Since San Francisco is that much more influential They are primarily centred there instead.
 
you raise a VERY good point (i think, due to butterflies, reno may well be located in california ITTL, based on the border changes ive made)
 
Just a thought... if you had British intervention, exactly what form did it take, and why did the Mexicans not stick by there own proposal for a border at the 36th parallel from the Pacific to the Rockies across the entirety of Alta California Norte.
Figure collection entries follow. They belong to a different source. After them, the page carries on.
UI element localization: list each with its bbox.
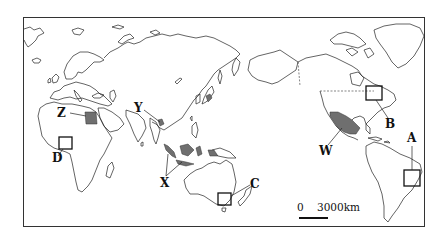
label-b: B xyxy=(385,118,395,130)
caribbean xyxy=(368,137,390,143)
africa xyxy=(38,102,112,192)
russia-arctic-coast xyxy=(104,34,240,74)
madagascar xyxy=(106,162,114,178)
leader-y xyxy=(144,110,160,122)
novaya-zemlya xyxy=(118,34,134,44)
philippines xyxy=(192,122,198,138)
florida xyxy=(366,124,370,134)
label-c: C xyxy=(250,178,260,190)
box-a xyxy=(404,170,420,186)
sumatra-shaded-region xyxy=(164,144,176,158)
black-sea xyxy=(92,93,104,98)
taiwan xyxy=(190,116,192,121)
new-guinea-shaded-region xyxy=(208,150,218,156)
scale-end-label: 3000km xyxy=(317,202,360,213)
sri-lanka xyxy=(141,142,143,146)
alaska xyxy=(248,50,298,84)
box-d xyxy=(59,137,72,149)
sakhalin xyxy=(218,70,222,84)
severnaya-zemlya xyxy=(150,30,160,35)
sulawesi-shaded-region xyxy=(196,146,202,156)
leader-b xyxy=(376,100,388,118)
arctic-archipelago xyxy=(330,32,374,58)
australia xyxy=(184,160,236,206)
canada-coast xyxy=(298,54,396,124)
label-a: A xyxy=(407,132,416,144)
box-b xyxy=(366,86,382,100)
italy xyxy=(74,90,82,102)
scale-bar xyxy=(299,217,328,219)
greenland-east-coast xyxy=(24,27,44,47)
europe-coast xyxy=(50,82,112,106)
scandinavia xyxy=(64,52,104,79)
label-x: X xyxy=(160,177,169,189)
hudson-bay xyxy=(350,72,364,86)
svalbard xyxy=(72,28,84,35)
leader-x-1 xyxy=(166,154,168,176)
world-map xyxy=(0,0,446,244)
iceland xyxy=(32,58,41,63)
south-america xyxy=(366,142,422,222)
alaska-border xyxy=(298,62,300,86)
label-y: Y xyxy=(134,102,143,114)
mexico-shaded-region xyxy=(330,112,360,134)
leader-z xyxy=(70,113,86,116)
bangladesh-shaded-region xyxy=(158,119,164,126)
borneo-shaded-region xyxy=(180,144,194,156)
british-isles xyxy=(48,74,59,83)
tasmania xyxy=(222,208,226,212)
box-c xyxy=(218,193,231,205)
caspian-sea xyxy=(110,90,116,102)
label-z: Z xyxy=(57,107,66,119)
leader-c xyxy=(231,185,250,196)
kamchatka xyxy=(232,58,240,76)
scale-start-label: 0 xyxy=(297,202,304,213)
label-w: W xyxy=(319,145,332,157)
lake-baikal xyxy=(175,78,182,84)
franz-josef xyxy=(112,25,124,29)
arabia xyxy=(98,108,124,132)
label-d: D xyxy=(52,152,62,164)
greenland xyxy=(374,24,424,68)
egypt-shaded-region xyxy=(85,112,97,124)
leader-w xyxy=(328,128,342,145)
leader-x-2 xyxy=(166,162,182,176)
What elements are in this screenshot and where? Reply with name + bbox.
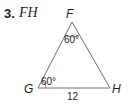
side-label-gh: 12 xyxy=(67,92,78,102)
vertex-label-g: G xyxy=(24,83,33,95)
angle-label-f: 60° xyxy=(64,35,79,45)
vertex-label-f: F xyxy=(66,8,73,20)
triangle-diagram xyxy=(0,0,128,104)
vertex-label-h: H xyxy=(112,83,121,95)
angle-label-g: 60° xyxy=(41,77,56,87)
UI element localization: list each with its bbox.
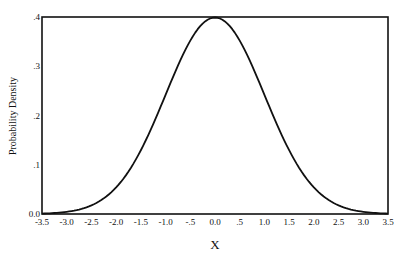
x-tick-label: 3.0 — [358, 217, 370, 227]
x-tick-label: -1.0 — [158, 217, 173, 227]
normal-density-chart: 0.0.1.2.3.4 -3.5-3.0-2.5-2.0-1.5-1.0-.50… — [0, 0, 404, 265]
x-tick-label: 0.0 — [209, 217, 221, 227]
x-tick-label: 1.0 — [259, 217, 271, 227]
x-tick-label: -.5 — [185, 217, 195, 227]
x-tick-label: -3.5 — [35, 217, 50, 227]
y-tick-label: .1 — [33, 160, 40, 170]
x-tick-label: 2.5 — [333, 217, 345, 227]
y-axis-title: Probability Density — [7, 77, 18, 155]
x-tick-label: 1.5 — [284, 217, 296, 227]
y-tick-label: .4 — [33, 12, 40, 22]
y-tick-label: .2 — [33, 111, 40, 121]
x-tick-label: -2.5 — [84, 217, 99, 227]
x-tick-label: -3.0 — [60, 217, 75, 227]
x-tick-label: -2.0 — [109, 217, 124, 227]
density-curve — [42, 18, 388, 214]
x-tick-label: .5 — [236, 217, 243, 227]
x-tick-label: 3.5 — [382, 217, 394, 227]
x-axis-title: X — [210, 237, 220, 252]
x-tick-label: 2.0 — [308, 217, 320, 227]
y-axis-ticks: 0.0.1.2.3.4 — [29, 12, 41, 219]
plot-frame — [42, 17, 388, 214]
x-axis-ticks: -3.5-3.0-2.5-2.0-1.5-1.0-.50.0.51.01.52.… — [35, 217, 394, 227]
x-tick-label: -1.5 — [134, 217, 149, 227]
y-tick-label: .3 — [33, 61, 40, 71]
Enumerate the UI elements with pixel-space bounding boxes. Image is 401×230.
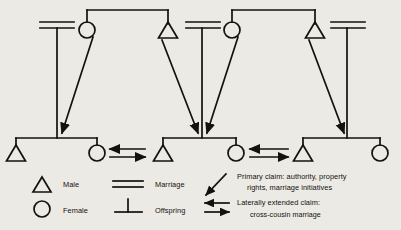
sibling-bar-child-3 bbox=[303, 138, 380, 146]
sibling-bar-child-1 bbox=[16, 138, 97, 146]
legend-circle-icon bbox=[34, 201, 50, 217]
male-child-3 bbox=[294, 145, 313, 161]
lateral-claim-arrows-1 bbox=[110, 149, 145, 157]
legend-primary-claim-line2: rights, marriage initiatives bbox=[247, 183, 332, 192]
female-parent-b bbox=[224, 22, 240, 38]
legend-tee-icon bbox=[115, 199, 142, 212]
primary-claim-arrow-3 bbox=[207, 37, 238, 133]
kinship-diagram: Male Female Marriage Offspring Primary c… bbox=[0, 0, 401, 230]
lateral-claim-arrows-2 bbox=[250, 149, 288, 157]
sibling-bar-parent-b bbox=[232, 10, 315, 24]
legend-diagonal-arrow-icon bbox=[206, 174, 226, 195]
marriage-symbol-c bbox=[331, 22, 365, 28]
legend-lateral-claim-line2: cross-cousin marriage bbox=[250, 211, 321, 219]
legend-label-male: Male bbox=[63, 180, 79, 189]
diagram-canvas: Male Female Marriage Offspring Primary c… bbox=[0, 0, 401, 230]
legend-lateral-claim-line1: Laterally extended claim: bbox=[237, 198, 320, 207]
female-child-2 bbox=[228, 145, 244, 161]
legend-triangle-icon bbox=[33, 177, 51, 192]
primary-claim-arrow-4 bbox=[309, 40, 344, 133]
legend-double-line-icon bbox=[113, 181, 143, 187]
legend-label-marriage: Marriage bbox=[155, 180, 185, 189]
female-child-1 bbox=[89, 145, 105, 161]
legend-primary-claim-line1: Primary claim: authority, property bbox=[237, 172, 347, 181]
male-child-2 bbox=[154, 145, 173, 161]
marriage-symbol-a bbox=[40, 22, 74, 28]
primary-claim-arrow-2 bbox=[162, 40, 198, 133]
primary-claim-arrow-1 bbox=[62, 37, 93, 133]
marriage-symbol-b bbox=[186, 22, 220, 28]
female-child-3 bbox=[372, 145, 388, 161]
female-parent-a bbox=[79, 22, 95, 38]
legend-label-female: Female bbox=[63, 206, 88, 215]
legend-double-arrow-icon bbox=[205, 203, 229, 212]
sibling-bar-parent-a bbox=[87, 10, 168, 24]
male-child-1 bbox=[7, 145, 26, 161]
legend-label-offspring: Offspring bbox=[155, 206, 185, 215]
sibling-bar-child-2 bbox=[163, 138, 236, 146]
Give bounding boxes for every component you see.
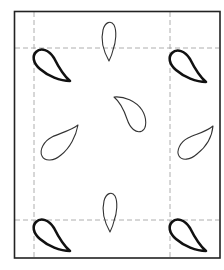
paisley-layout-diagram [0, 0, 224, 270]
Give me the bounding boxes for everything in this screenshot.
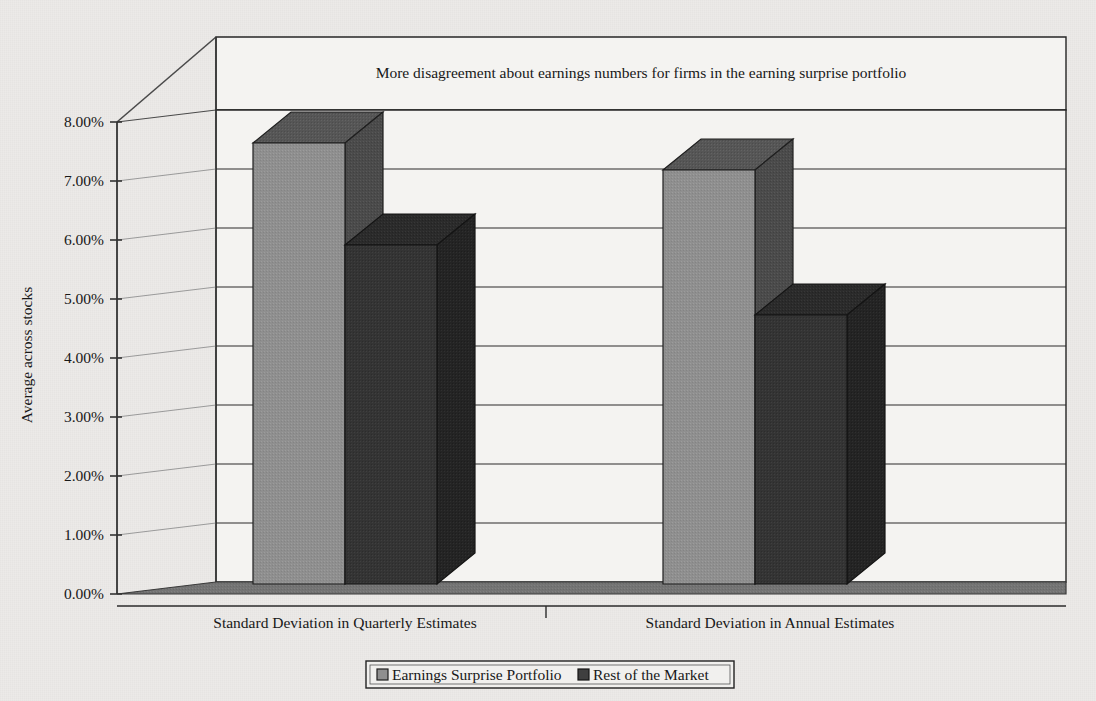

That was the opening position OTL.
 
i havent developed/decided exactly what form british support takes; the border change is more due to butterflies than anything else. you could probably justify that the mexicans really want to hold onto SoCal (perhaps the sea of cortez is really important ITTL and they dont want to lose any of their shores there to the US) and thats where most of the british support (economic and military) goes; mexican retention of nueces is probably a consequence of a different end-treaty, because iirc that's one of the bigger reasons that mexico went to war in the first place

as a note, it occurs to me that the US damming up the colorado river would cut off alot of water to mexican so-cal (as it does to mexico IOTL). anyone think that that could eventually lead to another US-mexican war?
 
once again, i figured it would be wiser to revive an old thread rather than start a new one

i've been doing alot of work on Anglo-American Rivalry recently, especially in working out a hypothetical geography (it would be adjusted later on to match up with whatever is actually written for the TL). particularly, i've readjusted the political geography of Texas (which has most of its "maximum" territory as an independent republic), both Californias, San Diego & Tijuana as a city-state (much like Hong Kong/Macau, as suggested earlier in the thread), and a few other differences which aren't relevant to this thread

one thing comes to mind, though: the Utah Territory. what does everyone think would become of this region in a Mexican SoCal+American NorCal scenario? i imagine that the region would still be pretty heavily settled by Mormons, but would it eventually be divided into Nevada and Utah? and since OTL Colorado is divided by the panhandle of Texas, would it even become its own state or would it become part of the states around it? one potential difference is eastern Colorado being combined with OTL Wyoming and parts of Nebraska and South Dakota into a state unlike one from OTL
 
There's also the possibility that buying L.A. or Tijuana might be feasible; maybe eventually ending up as an American Hong Kong or Macau of sorts(personally, I'm leaning more towards Tijuana here.)

I don't see why, the main reason the U.S. wanted California was because of the Deep Water Ports, and while Sandiego is on of them, with the rest of California they'd have several and thus have no need for Southern California, heck you could expand the area controlled by Mexico up to what's now the border of the Southern 10 counties and still have that apply.